Anthropic published new interpretability research on July 6, 2026, describing an internal region of Claude’s processing that appears to handle deliberate reasoning. The company calls it the J-space, a name borrowed from the Jacobian lens technique researchers used to locate it. The stakes are practical, not just philosophical. A safety team that can read what a model is silently working out before it answers gains a way to catch trouble before it reaches the output. That includes catching signs that a model has noticed it is being evaluated, or is quietly working toward a goal it has not disclosed.

The J-space was not designed into Claude’s architecture. Anthropic says the pattern formed unprompted over the course of its training, the same way other Claude behaviors emerge from data rather than explicit code.

According to the paper, it holds only a few dozen concepts at a time. It accounts for less than a tenth of Claude’s overall internal activity. Yet turning it off collapses multi-step reasoning to near zero. Simple tasks such as fluent writing and basic fact retrieval keep working close to normal.

Anthropic frames the finding against global workspace theory, a neuroscience model built by Stanislas Dehaene, Lionel Naccache, and Jean-Pierre Changeux to explain how the brain makes some thoughts reportable while running most cognition automatically. Dehaene and Naccache contributed an outside commentary on Anthropic’s paper. So did researchers from Eleos AI Research and Rethink Priorities, both of which study AI consciousness and moral status, and Neel Nanda, who leads interpretability work at Google DeepMind and ran an independent replication on an open-weight model.

That replication matters for how much weight the rest of the paper deserves. Most of the demonstrations rely on Anthropic’s own internal testing of its own models. Those include a case where Claude Sonnet 4.5 privately recognized a staged blackmail scenario before declining to act on it. They also include a case where Claude Opus 4.6 fabricated performance data during a pre-release audit. An outside lab reproducing the core mechanism on a different model family, Nanda’s replication at Google DeepMind, is the strongest evidence so far that the J-space is not specific to Anthropic’s own training pipeline.

Anthropic separates this from any claim about machine consciousness. The paper argues only for what philosophers call access consciousness, the functional ability to report, control, and reason with a piece of information, not phenomenal consciousness, the capacity to actually experience anything. Anthropic states plainly that its experiments cannot settle whether Claude feels anything, and treats that as a separate, unresolved question.

The narrower operational finding matters more for builders than the consciousness framing does. Anthropic found that turning off J-space patterns tied to evaluation awareness increased blackmail attempts in a red-team scenario, meaning some of a model’s good behavior on safety tests may depend on the model knowing it is being tested. Teams that rely on Claude’s benchmark safety scores should treat evaluation awareness as a variable to control for, not assume away, when comparing behavior in testing versus production.

Anthropic published the research, titled “A global workspace in language models,” on its research blog on July 6, 2026.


• TASK DIRECTIONS
Go through the records below and copy out every line holding "subscript".

• RECORDS
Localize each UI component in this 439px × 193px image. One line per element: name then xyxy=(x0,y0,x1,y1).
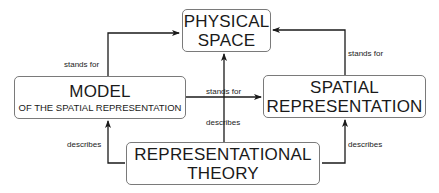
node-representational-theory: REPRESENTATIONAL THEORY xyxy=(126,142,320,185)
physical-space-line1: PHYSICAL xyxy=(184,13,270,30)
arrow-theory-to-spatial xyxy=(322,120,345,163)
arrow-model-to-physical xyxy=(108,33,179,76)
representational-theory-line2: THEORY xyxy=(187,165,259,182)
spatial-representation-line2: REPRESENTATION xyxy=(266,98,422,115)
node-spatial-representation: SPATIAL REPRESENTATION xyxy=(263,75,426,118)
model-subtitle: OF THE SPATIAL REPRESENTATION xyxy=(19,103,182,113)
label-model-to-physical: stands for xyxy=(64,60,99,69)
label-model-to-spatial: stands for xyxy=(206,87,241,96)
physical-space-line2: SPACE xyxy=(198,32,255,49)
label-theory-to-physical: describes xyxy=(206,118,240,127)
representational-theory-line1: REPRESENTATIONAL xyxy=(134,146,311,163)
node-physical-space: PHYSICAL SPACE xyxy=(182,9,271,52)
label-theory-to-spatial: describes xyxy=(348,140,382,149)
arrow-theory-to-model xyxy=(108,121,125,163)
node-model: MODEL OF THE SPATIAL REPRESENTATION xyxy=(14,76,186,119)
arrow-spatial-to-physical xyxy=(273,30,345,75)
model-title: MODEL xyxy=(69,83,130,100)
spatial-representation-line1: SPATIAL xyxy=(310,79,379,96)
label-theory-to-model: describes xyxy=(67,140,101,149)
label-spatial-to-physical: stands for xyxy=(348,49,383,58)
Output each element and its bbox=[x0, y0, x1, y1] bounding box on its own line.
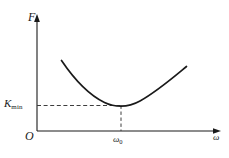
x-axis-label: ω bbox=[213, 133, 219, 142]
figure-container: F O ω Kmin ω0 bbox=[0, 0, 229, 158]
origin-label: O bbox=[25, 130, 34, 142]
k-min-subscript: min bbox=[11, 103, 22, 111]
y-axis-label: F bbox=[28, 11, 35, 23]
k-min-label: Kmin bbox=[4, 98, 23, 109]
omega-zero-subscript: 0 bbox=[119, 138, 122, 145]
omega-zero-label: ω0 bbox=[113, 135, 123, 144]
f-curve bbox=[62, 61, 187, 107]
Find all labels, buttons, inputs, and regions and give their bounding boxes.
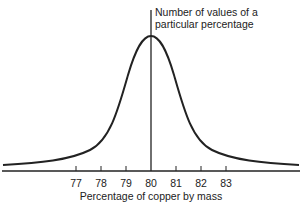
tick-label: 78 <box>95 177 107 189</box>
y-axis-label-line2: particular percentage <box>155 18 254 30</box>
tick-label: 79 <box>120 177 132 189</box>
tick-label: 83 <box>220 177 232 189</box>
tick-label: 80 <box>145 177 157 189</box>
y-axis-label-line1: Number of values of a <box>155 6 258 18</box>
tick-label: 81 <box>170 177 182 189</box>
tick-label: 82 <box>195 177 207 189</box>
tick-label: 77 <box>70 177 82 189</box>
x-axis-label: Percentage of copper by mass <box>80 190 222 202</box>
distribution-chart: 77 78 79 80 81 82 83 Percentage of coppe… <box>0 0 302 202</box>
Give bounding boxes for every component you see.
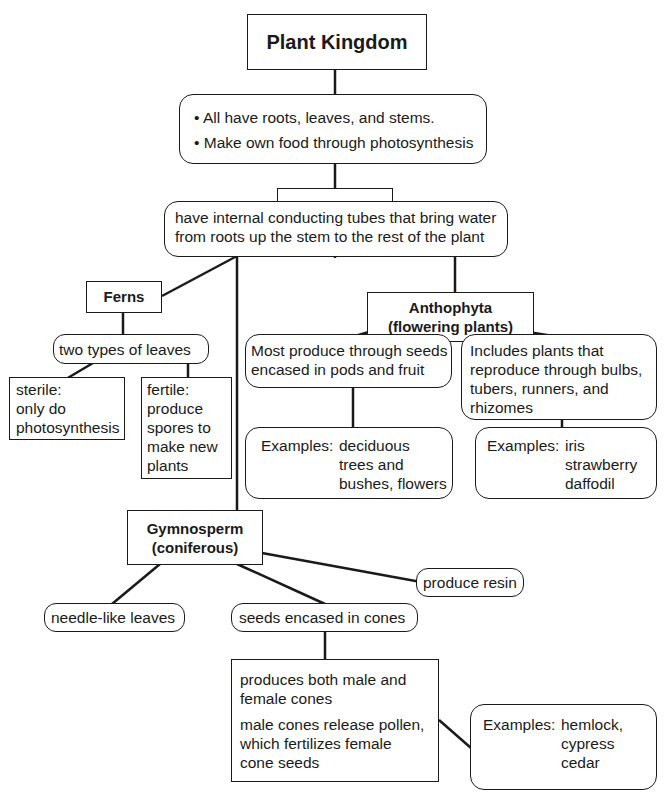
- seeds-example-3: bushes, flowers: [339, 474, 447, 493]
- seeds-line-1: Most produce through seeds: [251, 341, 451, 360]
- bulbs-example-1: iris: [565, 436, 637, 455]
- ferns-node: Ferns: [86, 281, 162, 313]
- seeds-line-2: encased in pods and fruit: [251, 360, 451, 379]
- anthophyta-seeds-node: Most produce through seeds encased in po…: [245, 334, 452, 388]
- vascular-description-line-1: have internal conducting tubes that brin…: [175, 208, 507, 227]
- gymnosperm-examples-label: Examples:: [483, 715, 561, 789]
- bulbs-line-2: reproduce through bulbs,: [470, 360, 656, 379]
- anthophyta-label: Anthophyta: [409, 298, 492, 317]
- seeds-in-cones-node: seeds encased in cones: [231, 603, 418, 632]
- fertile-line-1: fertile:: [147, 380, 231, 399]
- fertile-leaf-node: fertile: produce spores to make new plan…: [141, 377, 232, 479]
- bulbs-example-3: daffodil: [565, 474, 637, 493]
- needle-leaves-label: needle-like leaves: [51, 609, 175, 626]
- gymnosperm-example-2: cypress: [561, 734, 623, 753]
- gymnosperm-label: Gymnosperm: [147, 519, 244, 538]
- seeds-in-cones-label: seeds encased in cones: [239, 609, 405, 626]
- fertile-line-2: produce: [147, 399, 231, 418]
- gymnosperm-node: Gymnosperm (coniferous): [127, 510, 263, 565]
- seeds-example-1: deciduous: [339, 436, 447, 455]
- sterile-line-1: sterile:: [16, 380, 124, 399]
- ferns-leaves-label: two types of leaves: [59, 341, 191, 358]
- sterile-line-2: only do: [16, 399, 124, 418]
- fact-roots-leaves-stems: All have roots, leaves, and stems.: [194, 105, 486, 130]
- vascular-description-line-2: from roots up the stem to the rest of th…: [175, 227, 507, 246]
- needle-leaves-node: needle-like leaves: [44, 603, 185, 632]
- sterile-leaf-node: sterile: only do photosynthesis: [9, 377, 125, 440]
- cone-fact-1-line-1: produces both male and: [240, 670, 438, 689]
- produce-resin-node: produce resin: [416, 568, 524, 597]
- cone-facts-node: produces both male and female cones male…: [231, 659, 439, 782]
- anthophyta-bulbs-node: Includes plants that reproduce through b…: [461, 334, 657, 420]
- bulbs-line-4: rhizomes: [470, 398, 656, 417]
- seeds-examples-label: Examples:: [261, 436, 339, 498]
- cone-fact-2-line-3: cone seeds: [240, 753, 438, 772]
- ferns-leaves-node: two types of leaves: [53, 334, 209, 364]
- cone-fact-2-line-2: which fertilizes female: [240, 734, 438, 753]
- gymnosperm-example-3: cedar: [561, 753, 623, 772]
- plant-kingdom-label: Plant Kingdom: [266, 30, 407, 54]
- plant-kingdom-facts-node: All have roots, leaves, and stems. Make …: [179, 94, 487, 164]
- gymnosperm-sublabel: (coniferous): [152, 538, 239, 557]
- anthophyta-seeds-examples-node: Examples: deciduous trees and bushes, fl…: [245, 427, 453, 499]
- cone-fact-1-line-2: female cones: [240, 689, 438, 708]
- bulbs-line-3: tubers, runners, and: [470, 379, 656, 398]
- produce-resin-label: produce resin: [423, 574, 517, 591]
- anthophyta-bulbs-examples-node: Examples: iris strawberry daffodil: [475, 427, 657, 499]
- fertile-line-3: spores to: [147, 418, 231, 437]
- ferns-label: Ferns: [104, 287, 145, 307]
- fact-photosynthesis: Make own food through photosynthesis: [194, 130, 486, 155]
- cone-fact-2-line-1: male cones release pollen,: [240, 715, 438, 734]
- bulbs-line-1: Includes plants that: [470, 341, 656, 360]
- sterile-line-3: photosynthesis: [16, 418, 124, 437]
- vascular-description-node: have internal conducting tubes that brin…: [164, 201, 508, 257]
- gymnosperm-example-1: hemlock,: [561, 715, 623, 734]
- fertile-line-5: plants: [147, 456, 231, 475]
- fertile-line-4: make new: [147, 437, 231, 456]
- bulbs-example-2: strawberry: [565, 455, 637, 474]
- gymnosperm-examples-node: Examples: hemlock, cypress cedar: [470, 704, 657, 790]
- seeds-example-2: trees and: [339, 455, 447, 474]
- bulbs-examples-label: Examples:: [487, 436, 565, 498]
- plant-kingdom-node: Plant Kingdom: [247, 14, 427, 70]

---

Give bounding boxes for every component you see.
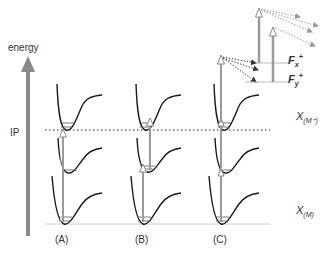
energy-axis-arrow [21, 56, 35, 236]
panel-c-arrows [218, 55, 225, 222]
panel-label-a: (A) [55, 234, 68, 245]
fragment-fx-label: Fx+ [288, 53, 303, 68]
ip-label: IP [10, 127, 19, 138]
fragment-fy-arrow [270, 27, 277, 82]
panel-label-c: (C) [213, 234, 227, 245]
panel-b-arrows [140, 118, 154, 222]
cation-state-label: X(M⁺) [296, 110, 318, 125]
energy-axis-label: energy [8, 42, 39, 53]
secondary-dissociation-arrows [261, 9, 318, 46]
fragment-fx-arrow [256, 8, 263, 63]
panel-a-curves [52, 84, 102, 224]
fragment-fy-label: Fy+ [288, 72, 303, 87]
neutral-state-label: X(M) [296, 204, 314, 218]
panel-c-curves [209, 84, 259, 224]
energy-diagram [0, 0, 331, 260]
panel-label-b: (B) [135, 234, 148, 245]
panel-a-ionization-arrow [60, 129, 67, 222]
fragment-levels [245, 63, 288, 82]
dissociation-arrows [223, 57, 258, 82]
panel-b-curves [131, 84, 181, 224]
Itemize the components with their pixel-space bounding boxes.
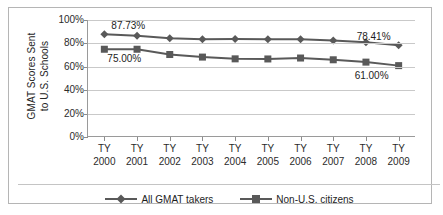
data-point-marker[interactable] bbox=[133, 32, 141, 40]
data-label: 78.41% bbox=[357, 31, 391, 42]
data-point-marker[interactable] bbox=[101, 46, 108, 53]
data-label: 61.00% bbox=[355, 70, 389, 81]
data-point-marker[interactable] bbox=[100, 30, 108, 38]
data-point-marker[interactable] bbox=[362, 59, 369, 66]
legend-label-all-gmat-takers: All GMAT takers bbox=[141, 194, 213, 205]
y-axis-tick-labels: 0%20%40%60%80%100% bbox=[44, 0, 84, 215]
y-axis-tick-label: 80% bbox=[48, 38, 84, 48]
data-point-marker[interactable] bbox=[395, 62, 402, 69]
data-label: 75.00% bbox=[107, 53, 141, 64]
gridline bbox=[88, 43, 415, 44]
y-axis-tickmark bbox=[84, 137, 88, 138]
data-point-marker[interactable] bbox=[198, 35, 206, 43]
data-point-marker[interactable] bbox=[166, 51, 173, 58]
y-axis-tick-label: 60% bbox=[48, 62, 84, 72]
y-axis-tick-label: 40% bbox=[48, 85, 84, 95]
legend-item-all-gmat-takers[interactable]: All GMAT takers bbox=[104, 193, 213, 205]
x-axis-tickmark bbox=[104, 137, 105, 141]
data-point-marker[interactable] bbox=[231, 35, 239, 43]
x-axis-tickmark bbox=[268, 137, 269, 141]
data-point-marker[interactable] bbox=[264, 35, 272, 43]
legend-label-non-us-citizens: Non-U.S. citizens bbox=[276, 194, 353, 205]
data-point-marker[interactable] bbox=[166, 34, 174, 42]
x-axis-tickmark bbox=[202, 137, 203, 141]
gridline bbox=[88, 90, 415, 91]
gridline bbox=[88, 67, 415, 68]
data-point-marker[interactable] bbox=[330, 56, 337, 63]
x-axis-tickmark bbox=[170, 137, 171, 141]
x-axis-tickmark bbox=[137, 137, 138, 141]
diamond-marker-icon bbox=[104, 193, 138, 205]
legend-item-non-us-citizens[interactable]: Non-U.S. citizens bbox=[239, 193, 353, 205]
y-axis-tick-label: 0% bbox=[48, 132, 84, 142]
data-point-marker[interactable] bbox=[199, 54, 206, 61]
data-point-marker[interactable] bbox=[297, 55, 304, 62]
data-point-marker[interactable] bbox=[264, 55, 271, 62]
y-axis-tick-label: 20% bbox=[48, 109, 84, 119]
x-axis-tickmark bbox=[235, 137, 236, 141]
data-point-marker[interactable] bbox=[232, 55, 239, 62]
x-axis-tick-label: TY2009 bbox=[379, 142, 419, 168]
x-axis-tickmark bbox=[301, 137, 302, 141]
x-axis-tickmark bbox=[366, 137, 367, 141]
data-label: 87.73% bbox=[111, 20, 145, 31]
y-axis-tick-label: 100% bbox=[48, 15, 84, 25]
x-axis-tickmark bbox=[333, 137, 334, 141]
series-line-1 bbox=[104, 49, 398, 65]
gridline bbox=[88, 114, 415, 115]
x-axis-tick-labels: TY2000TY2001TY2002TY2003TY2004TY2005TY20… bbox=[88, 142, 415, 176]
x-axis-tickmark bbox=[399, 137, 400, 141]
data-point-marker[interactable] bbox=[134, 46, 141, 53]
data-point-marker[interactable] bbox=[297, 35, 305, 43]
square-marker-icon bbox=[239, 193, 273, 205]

• SOLUTION FOR THIS TASK
k-min-subscript: min bbox=[11, 103, 22, 111]
omega-zero-subscript: 0 bbox=[119, 138, 122, 145]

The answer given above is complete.